Stephen HOBBS (b. 1972)
BIOGRAPHY
Steven Hobbs graduated from Wits University with BAFA in 1994. Since 1994, Johannesburg has served as a critical reference for his artistic and curatorial insights into the apartheid city turned African city.
Hobbs was the curator of the Market Theatre Galleries, Johannesburg (1994 – 2000), and Co-Director of the purpose-built Gallery Premises at the Joburg Theatre (2004 – 2008).
Since 2001, he has co-directed the artist collaborative and public art consultancy, The Trinity Session. From 2002 onwards, The Trinity Session provided curation and coordination services for various urban regenerative public art programmes for the City of Johannesburg, Durban and Port Elizabeth (now Gqerberha). And from 2004 onwards, Hobbs co-produced a range of multi-media urban and digital network-focused projects with Marcus Neustetter, under the collaborative name Hobbs/Neustetter.
In 2017, Hobbs joined the Graduate School of Architecture at the University of Johannesburg, as Unit Leader and resident critic.
He has a particular interest in the impact of defensive urban planning and architecture on the behavioural aspects of city and society.
Dazzle camouflage has been a key trope in his practice for many years – a zebra-like pattern used on gunships in the early 1900s to fragment the visual field of enemy sites in combat situations. Although dazzle patterning became obsolete after World War I, Hobbs has mined the potential that such visual deception presents for aesthetic reflection on dystopian urban environments.
Hobbs is committed to, in his words, ‘constantly exploring the intersections of positive and negative space with a variety of experimental objects and tectonic moves’, be it in the corridors and buildings of Johannesburg, World War I and World War II theatres of war, myriad hospital interiors, or construction sites.
During his stay in the Republic of Ireland (2019 – 2021), he began to activate a new making trajectory influenced by a three-year-long research project resulting in his Permanent Culture exhibition in Cape Town and Johannesburg in 2015.
The exhibition text accompanying Man Shouting in the Distance, his 2024 solo exhibition at the Wits Art Museum, reads:
City planning, structural engineering, orthopaedic surgery, artistic deception in the battlefield and contingent building technologies have provided lenses for an artmaking practice concerned with visual and material equivalents for defensiveness, congestion, precarity, entropy, and death. These concepts are explored through video, printmaking, bookmaking, assemblage and sculpture.
Hobbs’s sustained relationship with David Krut Projects has broadened his artistic repertoire through printmaking, book making and publishing. In addition, David Krut Projects New York has produced a variety of his talks, presentations and workshops in numerous universities and institutions throughout the United States.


— Work order —
A faithful copy of all the records is needed, with the pictures omitted.
[Data shown Boundary: Start]
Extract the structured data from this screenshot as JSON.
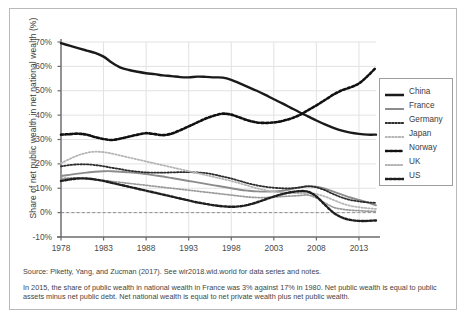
{
  "chart_data": {
    "type": "line",
    "title": "",
    "xlabel": "",
    "ylabel": "Share of net public wealth in net national wealth (%)",
    "xlim": [
      1978,
      2015
    ],
    "ylim": [
      -10,
      70
    ],
    "ytick_labels": [
      "70%",
      "60%",
      "50%",
      "40%",
      "30%",
      "20%",
      "10%",
      "0%",
      "-10%"
    ],
    "ytick_values": [
      70,
      60,
      50,
      40,
      30,
      20,
      10,
      0,
      -10
    ],
    "xtick_labels": [
      "1978",
      "1983",
      "1988",
      "1993",
      "1998",
      "2003",
      "2008",
      "2013"
    ],
    "xtick_values": [
      1978,
      1983,
      1988,
      1993,
      1998,
      2003,
      2008,
      2013
    ],
    "grid": true,
    "legend_position": "right",
    "zero_reference_line": 0,
    "x": [
      1978,
      1979,
      1980,
      1981,
      1982,
      1983,
      1984,
      1985,
      1986,
      1987,
      1988,
      1989,
      1990,
      1991,
      1992,
      1993,
      1994,
      1995,
      1996,
      1997,
      1998,
      1999,
      2000,
      2001,
      2002,
      2003,
      2004,
      2005,
      2006,
      2007,
      2008,
      2009,
      2010,
      2011,
      2012,
      2013,
      2014,
      2015
    ],
    "series": [
      {
        "name": "China",
        "style": "solid",
        "color": "#1a1a1a",
        "width": 2.4,
        "values": [
          69.5,
          68.5,
          67.5,
          66.5,
          65.5,
          64.0,
          61.5,
          59.5,
          58.5,
          57.8,
          57.2,
          56.8,
          56.3,
          56.0,
          55.6,
          55.5,
          55.8,
          55.7,
          55.5,
          55.4,
          54.5,
          53.0,
          51.5,
          50.0,
          48.3,
          46.5,
          44.8,
          43.0,
          41.2,
          39.5,
          37.8,
          36.2,
          34.8,
          33.6,
          32.8,
          32.3,
          32.0,
          32.0
        ]
      },
      {
        "name": "France",
        "style": "solid",
        "color": "#8c8c8c",
        "width": 1.9,
        "values": [
          15.0,
          15.5,
          16.0,
          16.4,
          16.8,
          17.0,
          17.0,
          16.8,
          16.5,
          16.2,
          15.8,
          15.3,
          14.8,
          14.2,
          13.6,
          13.0,
          12.4,
          11.8,
          11.2,
          10.6,
          10.0,
          9.4,
          9.0,
          8.7,
          8.6,
          8.7,
          9.0,
          9.6,
          10.3,
          10.8,
          10.6,
          9.8,
          8.6,
          7.4,
          6.2,
          5.2,
          4.2,
          3.0
        ]
      },
      {
        "name": "Germany",
        "style": "dotted-small",
        "color": "#2b2b2b",
        "width": 1.8,
        "values": [
          19.0,
          19.5,
          19.8,
          19.8,
          19.5,
          19.0,
          18.4,
          17.8,
          17.2,
          16.8,
          16.5,
          16.4,
          16.4,
          16.5,
          16.6,
          16.6,
          16.5,
          16.2,
          15.6,
          14.8,
          14.0,
          13.0,
          12.0,
          11.2,
          10.6,
          10.2,
          10.0,
          10.0,
          10.3,
          10.8,
          10.4,
          9.2,
          7.6,
          6.2,
          5.2,
          4.6,
          4.2,
          4.0
        ]
      },
      {
        "name": "Japan",
        "style": "dotted-light",
        "color": "#b5b5b5",
        "width": 1.8,
        "values": [
          20.2,
          22.0,
          23.5,
          24.5,
          25.0,
          24.8,
          24.2,
          23.4,
          22.6,
          21.8,
          21.0,
          20.2,
          19.4,
          18.6,
          17.8,
          17.0,
          16.2,
          15.4,
          14.6,
          13.8,
          13.0,
          12.0,
          11.0,
          10.0,
          9.2,
          8.6,
          8.2,
          8.0,
          8.0,
          8.0,
          7.6,
          6.6,
          5.2,
          3.8,
          2.8,
          2.2,
          1.8,
          1.5
        ]
      },
      {
        "name": "Norway",
        "style": "dotted-bold",
        "color": "#111111",
        "width": 2.6,
        "values": [
          32.0,
          32.2,
          32.4,
          32.0,
          31.0,
          30.2,
          29.8,
          30.4,
          31.2,
          32.0,
          32.6,
          32.2,
          31.8,
          32.4,
          33.8,
          35.4,
          37.0,
          38.6,
          39.8,
          40.6,
          40.2,
          39.0,
          37.8,
          37.0,
          36.8,
          37.0,
          37.6,
          38.6,
          40.0,
          42.0,
          44.0,
          46.2,
          48.4,
          50.2,
          51.4,
          53.0,
          56.0,
          59.5
        ]
      },
      {
        "name": "UK",
        "style": "dotted-small",
        "color": "#9a9a9a",
        "width": 1.7,
        "values": [
          14.0,
          14.2,
          14.2,
          14.0,
          13.6,
          13.2,
          12.8,
          12.4,
          12.0,
          11.6,
          11.2,
          10.8,
          10.4,
          10.0,
          9.6,
          9.2,
          8.8,
          8.4,
          8.0,
          7.6,
          7.2,
          6.8,
          6.4,
          6.2,
          6.2,
          6.4,
          6.6,
          6.8,
          7.0,
          7.2,
          6.0,
          4.0,
          2.2,
          1.4,
          1.0,
          0.8,
          0.6,
          0.5
        ]
      },
      {
        "name": "US",
        "style": "dotted-bold",
        "color": "#1f1f1f",
        "width": 2.4,
        "values": [
          13.0,
          13.6,
          14.0,
          14.0,
          13.6,
          13.0,
          12.2,
          11.4,
          10.6,
          9.8,
          9.0,
          8.2,
          7.4,
          6.6,
          5.8,
          5.0,
          4.2,
          3.6,
          3.0,
          2.6,
          2.4,
          2.6,
          3.2,
          4.2,
          5.4,
          6.6,
          7.6,
          8.4,
          8.8,
          8.6,
          6.6,
          3.2,
          0.0,
          -2.0,
          -3.0,
          -3.4,
          -3.4,
          -3.2
        ]
      }
    ]
  },
  "legend": {
    "items": [
      {
        "label": "China"
      },
      {
        "label": "France"
      },
      {
        "label": "Germany"
      },
      {
        "label": "Japan"
      },
      {
        "label": "Norway"
      },
      {
        "label": "UK"
      },
      {
        "label": "US"
      }
    ]
  },
  "notes": {
    "source": "Source: Piketty, Yang, and Zucman (2017). See wir2018.wid.world for data series and notes.",
    "body": "In 2015, the share of public wealth in national wealth in France was 3% against 17% in 1980. Net public wealth is equal to public assets minus net public debt. Net national wealth is equal to net private wealth plus net public wealth."
  }
}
[Data shown Boundary: End]
— Result for this exercise —
Extract the structured data from this screenshot as JSON.
{
  "chart_data": {
    "type": "line",
    "title": "",
    "xlabel": "",
    "ylabel": "Share of net public wealth in net national wealth (%)",
    "xlim": [
      1978,
      2015
    ],
    "ylim": [
      -10,
      70
    ],
    "ytick_labels": [
      "70%",
      "60%",
      "50%",
      "40%",
      "30%",
      "20%",
      "10%",
      "0%",
      "-10%"
    ],
    "ytick_values": [
      70,
      60,
      50,
      40,
      30,
      20,
      10,
      0,
      -10
    ],
    "xtick_labels": [
      "1978",
      "1983",
      "1988",
      "1993",
      "1998",
      "2003",
      "2008",
      "2013"
    ],
    "xtick_values": [
      1978,
      1983,
      1988,
      1993,
      1998,
      2003,
      2008,
      2013
    ],
    "grid": true,
    "legend_position": "right",
    "zero_reference_line": 0,
    "x": [
      1978,
      1979,
      1980,
      1981,
      1982,
      1983,
      1984,
      1985,
      1986,
      1987,
      1988,
      1989,
      1990,
      1991,
      1992,
      1993,
      1994,
      1995,
      1996,
      1997,
      1998,
      1999,
      2000,
      2001,
      2002,
      2003,
      2004,
      2005,
      2006,
      2007,
      2008,
      2009,
      2010,
      2011,
      2012,
      2013,
      2014,
      2015
    ],
    "series": [
      {
        "name": "China",
        "style": "solid",
        "color": "#1a1a1a",
        "width": 2.4,
        "values": [
          69.5,
          68.5,
          67.5,
          66.5,
          65.5,
          64.0,
          61.5,
          59.5,
          58.5,
          57.8,
          57.2,
          56.8,
          56.3,
          56.0,
          55.6,
          55.5,
          55.8,
          55.7,
          55.5,
          55.4,
          54.5,
          53.0,
          51.5,
          50.0,
          48.3,
          46.5,
          44.8,
          43.0,
          41.2,
          39.5,
          37.8,
          36.2,
          34.8,
          33.6,
          32.8,
          32.3,
          32.0,
          32.0
        ]
      },
      {
        "name": "France",
        "style": "solid",
        "color": "#8c8c8c",
        "width": 1.9,
        "values": [
          15.0,
          15.5,
          16.0,
          16.4,
          16.8,
          17.0,
          17.0,
          16.8,
          16.5,
          16.2,
          15.8,
          15.3,
          14.8,
          14.2,
          13.6,
          13.0,
          12.4,
          11.8,
          11.2,
          10.6,
          10.0,
          9.4,
          9.0,
          8.7,
          8.6,
          8.7,
          9.0,
          9.6,
          10.3,
          10.8,
          10.6,
          9.8,
          8.6,
          7.4,
          6.2,
          5.2,
          4.2,
          3.0
        ]
      },
      {
        "name": "Germany",
        "style": "dotted-small",
        "color": "#2b2b2b",
        "width": 1.8,
        "values": [
          19.0,
          19.5,
          19.8,
          19.8,
          19.5,
          19.0,
          18.4,
          17.8,
          17.2,
          16.8,
          16.5,
          16.4,
          16.4,
          16.5,
          16.6,
          16.6,
          16.5,
          16.2,
          15.6,
          14.8,
          14.0,
          13.0,
          12.0,
          11.2,
          10.6,
          10.2,
          10.0,
          10.0,
          10.3,
          10.8,
          10.4,
          9.2,
          7.6,
          6.2,
          5.2,
          4.6,
          4.2,
          4.0
        ]
      },
      {
        "name": "Japan",
        "style": "dotted-light",
        "color": "#b5b5b5",
        "width": 1.8,
        "values": [
          20.2,
          22.0,
          23.5,
          24.5,
          25.0,
          24.8,
          24.2,
          23.4,
          22.6,
          21.8,
          21.0,
          20.2,
          19.4,
          18.6,
          17.8,
          17.0,
          16.2,
          15.4,
          14.6,
          13.8,
          13.0,
          12.0,
          11.0,
          10.0,
          9.2,
          8.6,
          8.2,
          8.0,
          8.0,
          8.0,
          7.6,
          6.6,
          5.2,
          3.8,
          2.8,
          2.2,
          1.8,
          1.5
        ]
      },
      {
        "name": "Norway",
        "style": "dotted-bold",
        "color": "#111111",
        "width": 2.6,
        "values": [
          32.0,
          32.2,
          32.4,
          32.0,
          31.0,
          30.2,
          29.8,
          30.4,
          31.2,
          32.0,
          32.6,
          32.2,
          31.8,
          32.4,
          33.8,
          35.4,
          37.0,
          38.6,
          39.8,
          40.6,
          40.2,
          39.0,
          37.8,
          37.0,
          36.8,
          37.0,
          37.6,
          38.6,
          40.0,
          42.0,
          44.0,
          46.2,
          48.4,
          50.2,
          51.4,
          53.0,
          56.0,
          59.5
        ]
      },
      {
        "name": "UK",
        "style": "dotted-small",
        "color": "#9a9a9a",
        "width": 1.7,
        "values": [
          14.0,
          14.2,
          14.2,
          14.0,
          13.6,
          13.2,
          12.8,
          12.4,
          12.0,
          11.6,
          11.2,
          10.8,
          10.4,
          10.0,
          9.6,
          9.2,
          8.8,
          8.4,
          8.0,
          7.6,
          7.2,
          6.8,
          6.4,
          6.2,
          6.2,
          6.4,
          6.6,
          6.8,
          7.0,
          7.2,
          6.0,
          4.0,
          2.2,
          1.4,
          1.0,
          0.8,
          0.6,
          0.5
        ]
      },
      {
        "name": "US",
        "style": "dotted-bold",
        "color": "#1f1f1f",
        "width": 2.4,
        "values": [
          13.0,
          13.6,
          14.0,
          14.0,
          13.6,
          13.0,
          12.2,
          11.4,
          10.6,
          9.8,
          9.0,
          8.2,
          7.4,
          6.6,
          5.8,
          5.0,
          4.2,
          3.6,
          3.0,
          2.6,
          2.4,
          2.6,
          3.2,
          4.2,
          5.4,
          6.6,
          7.6,
          8.4,
          8.8,
          8.6,
          6.6,
          3.2,
          0.0,
          -2.0,
          -3.0,
          -3.4,
          -3.4,
          -3.2
        ]
      }
    ]
  },
  "legend": {
    "items": [
      {
        "label": "China"
      },
      {
        "label": "France"
      },
      {
        "label": "Germany"
      },
      {
        "label": "Japan"
      },
      {
        "label": "Norway"
      },
      {
        "label": "UK"
      },
      {
        "label": "US"
      }
    ]
  },
  "notes": {
    "source": "Source: Piketty, Yang, and Zucman (2017). See wir2018.wid.world for data series and notes.",
    "body": "In 2015, the share of public wealth in national wealth in France was 3% against 17% in 1980. Net public wealth is equal to public assets minus net public debt. Net national wealth is equal to net private wealth plus net public wealth."
  }
}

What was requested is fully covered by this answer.